You can also use pointer-events: none; property in some way to make it works.
This looks great in IE9, Firefox and Chrome but in IE8, it's all jacked up looking. Any ideas on this one? I am on WordPress using Thesis Themes. I am using custom.css for my edits.
My site is: http://www.7637olympia.com/
Can you suggest how to make it work with IE8 as well as the other browsers?
I thought that since IE7, there was support for the css rule filter:alpha(opacity=x); to avoid using semi-transparent pngs. Is that not the case?
In your site, you would use:
.custom #page {
background-color: #000;
filter:alpha(opacity=50);
background-color: rgba(0, 0, 0, 0.5);
border-radius: 10px 10px 10px 10px;
padding-top: 5px;
}
As I understand it, IE will ignore the rgba value and use the two higher rules to get a similar effect.
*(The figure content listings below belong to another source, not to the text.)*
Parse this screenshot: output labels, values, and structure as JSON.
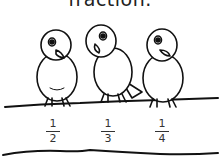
{
  "worksheet": {
    "title": "fraction.",
    "fractions": [
      {
        "numerator": "1",
        "denominator": "2"
      },
      {
        "numerator": "1",
        "denominator": "3"
      },
      {
        "numerator": "1",
        "denominator": "4"
      }
    ],
    "illustration": "three-birds-on-branch"
  }
}
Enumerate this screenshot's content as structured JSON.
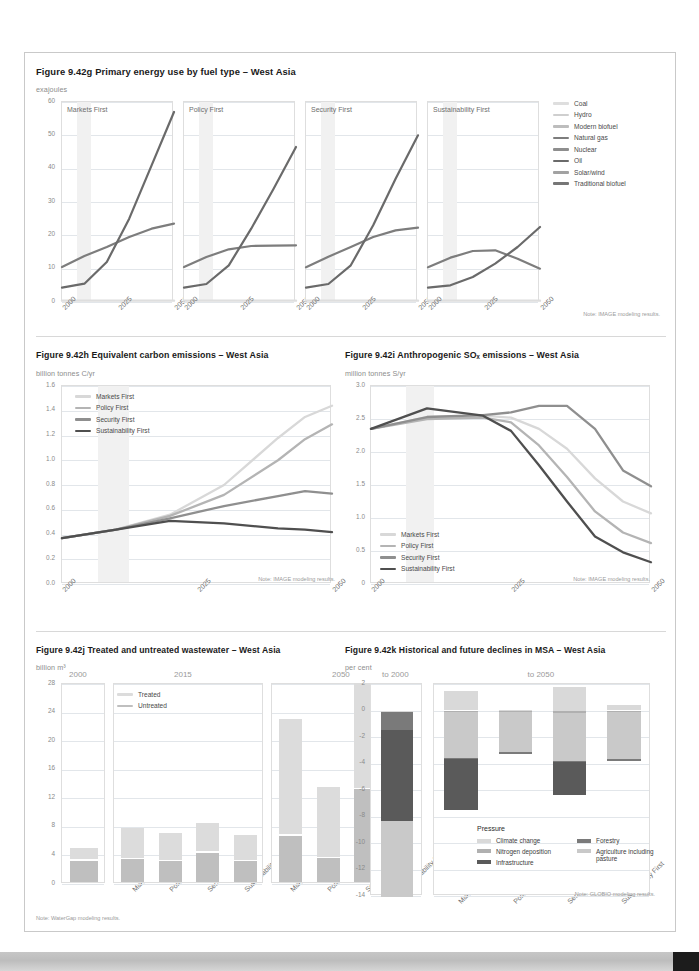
{
  "page": {
    "bottom_band_color": "#c6c6c6",
    "corner_color": "#1c1c1c"
  },
  "palette": {
    "s1_markets": "#d8d8d8",
    "s2_policy": "#b4b4b4",
    "s3_security": "#8f8f8f",
    "s4_sustainability": "#4f4f4f",
    "grid": "#e2e6ea",
    "band": "#f1f1f1",
    "axis_text": "#8a8a8a",
    "title_text": "#1a1a1a"
  },
  "fig_g": {
    "title": "Figure 9.42g  Primary energy use by fuel type – West Asia",
    "units": "exajoules",
    "note": "Note: IMAGE modeling results.",
    "panels": [
      "Markets First",
      "Policy First",
      "Security First",
      "Sustainability First"
    ],
    "legend": [
      {
        "label": "Coal",
        "color": "#dedede"
      },
      {
        "label": "Hydro",
        "color": "#cfcfcf"
      },
      {
        "label": "Modern biofuel",
        "color": "#bdbdbd"
      },
      {
        "label": "Natural gas",
        "color": "#7d7d7d"
      },
      {
        "label": "Nuclear",
        "color": "#8e8e8e"
      },
      {
        "label": "Oil",
        "color": "#6a6a6a"
      },
      {
        "label": "Solar/wind",
        "color": "#a2a2a2"
      },
      {
        "label": "Traditional biofuel",
        "color": "#767676"
      }
    ],
    "chart_data": {
      "type": "line",
      "title": "Primary energy use by fuel type – West Asia",
      "ylabel": "exajoules",
      "xlabel": "",
      "ylim": [
        0,
        60
      ],
      "yticks": [
        0,
        10,
        20,
        30,
        40,
        50,
        60
      ],
      "x": [
        2000,
        2010,
        2020,
        2030,
        2040,
        2050
      ],
      "xticks": [
        2000,
        2025,
        2050
      ],
      "grid": true,
      "panels": [
        {
          "name": "Markets First",
          "series": [
            {
              "name": "Natural gas",
              "values": [
                10.5,
                13.8,
                16.5,
                19.5,
                22.0,
                23.5
              ]
            },
            {
              "name": "Oil",
              "values": [
                4.3,
                5.5,
                12.0,
                25.0,
                41.0,
                57.0
              ]
            },
            {
              "name": "Coal",
              "values": [
                0.4,
                0.4,
                0.4,
                0.4,
                0.4,
                0.4
              ]
            }
          ]
        },
        {
          "name": "Policy First",
          "series": [
            {
              "name": "Natural gas",
              "values": [
                10.5,
                13.5,
                15.8,
                16.8,
                16.9,
                17.0
              ]
            },
            {
              "name": "Oil",
              "values": [
                4.3,
                5.4,
                11.0,
                22.0,
                34.0,
                46.5
              ]
            },
            {
              "name": "Coal",
              "values": [
                0.4,
                0.4,
                0.4,
                0.4,
                0.4,
                0.4
              ]
            }
          ]
        },
        {
          "name": "Security First",
          "series": [
            {
              "name": "Natural gas",
              "values": [
                10.4,
                13.6,
                16.5,
                19.5,
                21.5,
                22.3
              ]
            },
            {
              "name": "Oil",
              "values": [
                4.3,
                5.4,
                11.0,
                23.0,
                37.0,
                50.0
              ]
            },
            {
              "name": "Coal",
              "values": [
                0.4,
                0.4,
                0.4,
                0.4,
                0.4,
                0.4
              ]
            }
          ]
        },
        {
          "name": "Sustainability First",
          "series": [
            {
              "name": "Natural gas",
              "values": [
                10.4,
                13.3,
                15.3,
                15.5,
                13.0,
                10.0
              ]
            },
            {
              "name": "Oil",
              "values": [
                4.3,
                5.0,
                7.5,
                11.5,
                16.5,
                22.5
              ]
            },
            {
              "name": "Coal",
              "values": [
                0.4,
                0.4,
                0.4,
                0.4,
                0.4,
                0.4
              ]
            }
          ]
        }
      ]
    }
  },
  "fig_h": {
    "title": "Figure 9.42h Equivalent carbon emissions – West Asia",
    "units": "billion tonnes C/yr",
    "note": "Note: IMAGE modeling results.",
    "legend": [
      {
        "label": "Markets First",
        "color": "#d8d8d8"
      },
      {
        "label": "Policy First",
        "color": "#b4b4b4"
      },
      {
        "label": "Security First",
        "color": "#8f8f8f"
      },
      {
        "label": "Sustainability First",
        "color": "#4f4f4f"
      }
    ],
    "chart_data": {
      "type": "line",
      "title": "Equivalent carbon emissions – West Asia",
      "ylabel": "billion tonnes C/yr",
      "xlabel": "",
      "ylim": [
        0.0,
        1.6
      ],
      "yticks": [
        0.0,
        0.2,
        0.4,
        0.6,
        0.8,
        1.0,
        1.2,
        1.4,
        1.6
      ],
      "x": [
        2000,
        2010,
        2020,
        2030,
        2040,
        2045,
        2050
      ],
      "xticks": [
        2000,
        2025,
        2050
      ],
      "grid": true,
      "series": [
        {
          "name": "Markets First",
          "values": [
            0.37,
            0.44,
            0.56,
            0.8,
            1.18,
            1.35,
            1.44
          ]
        },
        {
          "name": "Policy First",
          "values": [
            0.37,
            0.44,
            0.55,
            0.72,
            1.0,
            1.17,
            1.29
          ]
        },
        {
          "name": "Security First",
          "values": [
            0.37,
            0.44,
            0.53,
            0.63,
            0.71,
            0.75,
            0.73
          ]
        },
        {
          "name": "Sustainability First",
          "values": [
            0.37,
            0.44,
            0.51,
            0.49,
            0.45,
            0.44,
            0.42
          ]
        }
      ]
    }
  },
  "fig_i": {
    "title": "Figure 9.42i Anthropogenic SOₓ emissions – West Asia",
    "units": "million tonnes S/yr",
    "note": "Note: IMAGE modeling results.",
    "legend": [
      {
        "label": "Markets First",
        "color": "#d8d8d8"
      },
      {
        "label": "Policy First",
        "color": "#b4b4b4"
      },
      {
        "label": "Security First",
        "color": "#8f8f8f"
      },
      {
        "label": "Sustainability First",
        "color": "#4f4f4f"
      }
    ],
    "chart_data": {
      "type": "line",
      "title": "Anthropogenic SOx emissions – West Asia",
      "ylabel": "million tonnes S/yr",
      "xlabel": "",
      "ylim": [
        0,
        3.0
      ],
      "yticks": [
        0,
        0.5,
        1.0,
        1.5,
        2.0,
        2.5,
        3.0
      ],
      "x": [
        2000,
        2010,
        2020,
        2025,
        2030,
        2035,
        2040,
        2045,
        2050
      ],
      "xticks": [
        2000,
        2025,
        2050
      ],
      "grid": true,
      "series": [
        {
          "name": "Markets First",
          "values": [
            2.35,
            2.53,
            2.55,
            2.52,
            2.35,
            2.05,
            1.6,
            1.25,
            1.07
          ]
        },
        {
          "name": "Policy First",
          "values": [
            2.35,
            2.5,
            2.52,
            2.45,
            2.1,
            1.62,
            1.1,
            0.78,
            0.62
          ]
        },
        {
          "name": "Security First",
          "values": [
            2.35,
            2.53,
            2.56,
            2.6,
            2.7,
            2.7,
            2.35,
            1.72,
            1.48
          ]
        },
        {
          "name": "Sustainability First",
          "values": [
            2.35,
            2.66,
            2.55,
            2.32,
            1.8,
            1.25,
            0.72,
            0.48,
            0.33
          ]
        }
      ]
    }
  },
  "fig_j": {
    "title": "Figure 9.42j Treated and untreated wastewater – West Asia",
    "units": "billion m³",
    "note": "Note: WaterGap modeling results.",
    "legend": [
      {
        "label": "Treated",
        "color": "#dcdcdc"
      },
      {
        "label": "Untreated",
        "color": "#bfbfbf"
      }
    ],
    "panel_labels": [
      "2000",
      "2015",
      "2050"
    ],
    "scenarios": [
      "Markets First",
      "Policy First",
      "Security First",
      "Sustainability First"
    ],
    "chart_data": {
      "type": "bar",
      "title": "Treated and untreated wastewater – West Asia",
      "ylabel": "billion m³",
      "xlabel": "",
      "ylim": [
        0,
        28
      ],
      "yticks": [
        0,
        4,
        8,
        12,
        16,
        20,
        24,
        28
      ],
      "stacked": true,
      "stack_order": [
        "Untreated",
        "Treated"
      ],
      "panels": [
        {
          "name": "2000",
          "categories": [
            "2000"
          ],
          "series": [
            {
              "name": "Untreated",
              "values": [
                3.0
              ]
            },
            {
              "name": "Treated",
              "values": [
                1.7
              ]
            }
          ]
        },
        {
          "name": "2015",
          "categories": [
            "Markets First",
            "Policy First",
            "Security First",
            "Sustainability First"
          ],
          "series": [
            {
              "name": "Untreated",
              "values": [
                3.2,
                2.9,
                4.1,
                2.9
              ]
            },
            {
              "name": "Treated",
              "values": [
                4.4,
                3.9,
                4.2,
                3.7
              ]
            }
          ]
        },
        {
          "name": "2050",
          "categories": [
            "Markets First",
            "Policy First",
            "Security First",
            "Sustainability First"
          ],
          "series": [
            {
              "name": "Untreated",
              "values": [
                6.5,
                3.3,
                13.0,
                2.8
              ]
            },
            {
              "name": "Treated",
              "values": [
                16.3,
                10.0,
                14.8,
                6.7
              ]
            }
          ]
        }
      ]
    }
  },
  "fig_k": {
    "title": "Figure 9.42k Historical and future declines in MSA – West Asia",
    "units": "per cent",
    "note": "Note: GLOBIO modeling results.",
    "panel_labels": [
      "to 2000",
      "to 2050"
    ],
    "scenarios": [
      "Markets First",
      "Policy First",
      "Security First",
      "Sustainability First"
    ],
    "legend_head": "Pressure",
    "legend": [
      {
        "label": "Climate change",
        "color": "#d9d9d9"
      },
      {
        "label": "Nitrogen deposition",
        "color": "#b0b0b0"
      },
      {
        "label": "Infrastructure",
        "color": "#5a5a5a"
      },
      {
        "label": "Forestry",
        "color": "#7a7a7a"
      },
      {
        "label": "Agriculture including pasture",
        "color": "#c9c9c9"
      }
    ],
    "chart_data": {
      "type": "bar",
      "title": "Historical and future declines in MSA – West Asia",
      "ylabel": "per cent",
      "xlabel": "",
      "ylim": [
        -14,
        2
      ],
      "yticks": [
        2,
        0,
        -2,
        -4,
        -6,
        -8,
        -10,
        -12,
        -14
      ],
      "stacked": true,
      "panels": [
        {
          "name": "to 2000",
          "categories": [
            "to 2000"
          ],
          "series": [
            {
              "name": "Climate change",
              "values": [
                -0.15
              ]
            },
            {
              "name": "Forestry",
              "values": [
                -1.35
              ]
            },
            {
              "name": "Infrastructure",
              "values": [
                -6.85
              ]
            },
            {
              "name": "Agriculture including pasture",
              "values": [
                -5.7
              ]
            }
          ]
        },
        {
          "name": "to 2050",
          "categories": [
            "Markets First",
            "Policy First",
            "Security First",
            "Sustainability First"
          ],
          "series": [
            {
              "name": "Climate change",
              "values": [
                1.45,
                0.05,
                1.75,
                0.45
              ]
            },
            {
              "name": "Nitrogen deposition",
              "values": [
                -0.15,
                -0.1,
                -0.2,
                -0.1
              ]
            },
            {
              "name": "Agriculture including pasture",
              "values": [
                -3.4,
                -3.05,
                -3.6,
                -3.55
              ]
            },
            {
              "name": "Forestry",
              "values": [
                -0.1,
                -0.15,
                -0.1,
                -0.15
              ]
            },
            {
              "name": "Infrastructure",
              "values": [
                -3.85,
                0.0,
                -2.5,
                0.0
              ]
            }
          ]
        }
      ]
    }
  }
}
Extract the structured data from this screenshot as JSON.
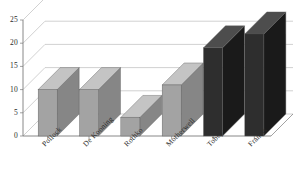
{
  "chart_data": {
    "type": "bar",
    "title": "",
    "xlabel": "",
    "ylabel": "",
    "categories": [
      "Pollock",
      "De Kooning",
      "Rothko",
      "Motherwell",
      "Tobey",
      "Francis"
    ],
    "values": [
      10,
      10,
      4,
      11,
      19,
      22
    ],
    "ylim": [
      0,
      25
    ],
    "ytick_labels": [
      "0",
      "5",
      "10",
      "15",
      "20",
      "25"
    ],
    "ytick_values": [
      0,
      5,
      10,
      15,
      20,
      25
    ],
    "grid": true,
    "legend": "none",
    "style": "3d-perspective-column",
    "bar_colors": [
      "#a3a3a3",
      "#a3a3a3",
      "#a3a3a3",
      "#a3a3a3",
      "#2e2e2e",
      "#2e2e2e"
    ],
    "colors": {
      "bar_light": "#a3a3a3",
      "bar_light_top": "#c4c4c4",
      "bar_light_side": "#868686",
      "bar_dark": "#2e2e2e",
      "bar_dark_top": "#4d4d4d",
      "bar_dark_side": "#1a1a1a",
      "grid": "#bdbdbd",
      "axis": "#7a7a7a",
      "text": "#2b2b2b",
      "background": "#ffffff"
    }
  }
}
The one downside to using opacity on an element (in newer browsers as well) is that it set it to the entire element, not just the background color, so all text and borders, etc are semi-transparent. But I would at least try out the above to see if it's close enough.
Remember: the only reason people don't upgrade to higher versions of IE (or move to FF or Chrome) is because we go to such great lengths to ensure the design looks good in these obsolete browsers. If enough sites look like dog crap, they will eventually get the idea that it's not the sites, it's their old browser. So don't lose too much time and energy supporting the already-too-slow transition from the bad-old-days of IE pandering.
To simulate RGBA and HSLA background in IE, you can use a gradient filter, with the same start and end color (alpha channel is the first pair in the value of HEX):
filter: progid:DXImageTransform.Microsoft.gradient(GradientType=0,startColorstr='#4cffffff', endColorstr='#4cffffff');
or use a .png image of size 1x2 instead of 1x1.
because Internet Explorer 8 doesn't perform the repeat of a 1x1 pixel semi-transparent background image correctly when any other element on the page is using the "-ms-filter" drective for the alpha transparency
See this link
IE8 doesn't support rgba colors. If you want it to work in IE8, create a small png (any other size than 1x1 pixel) with same opacity and apply it as a background to the div. Or you can use an IE8 only style sheet and set a different background color other than white.
I am trying to to overlay some rotated text over my images but I am having some difficulty with it. Here is my code without all the jQuery: http://jsfiddle.net/vCbcz/4/
Issues:
The span does not align with the div after the rotation
The background transparency isn't showing up in Internet Explorer even though the span is positioned and I have added filter: alpha(opacity = 30); to my css.
EDIT: I would like the spans to look like http://jsfiddle.net/vCbcz/6/ except with rotated text. Please don't tell me to put the text in a seperate container.
Setting left:-25px; on the spans fixes it for me in Firefox. See here.
Edit
With regards to IE, the reason your alpha filter isn't being applied is because your second filter: is overwriting your first. If you want them to both be applied, you put them in the same filter: separated by a space like so:
filter: alpha(opacity = 30) progid:DXImageTransform.Microsoft.BasicImage(rotation=3);
I noticed that in IE the left:-25px; makes it worse so perhaps you'll have to do some conditional comments or CSS hacks to get around it. (Icky!)
Just a warning, this doesn't work in Opera at all.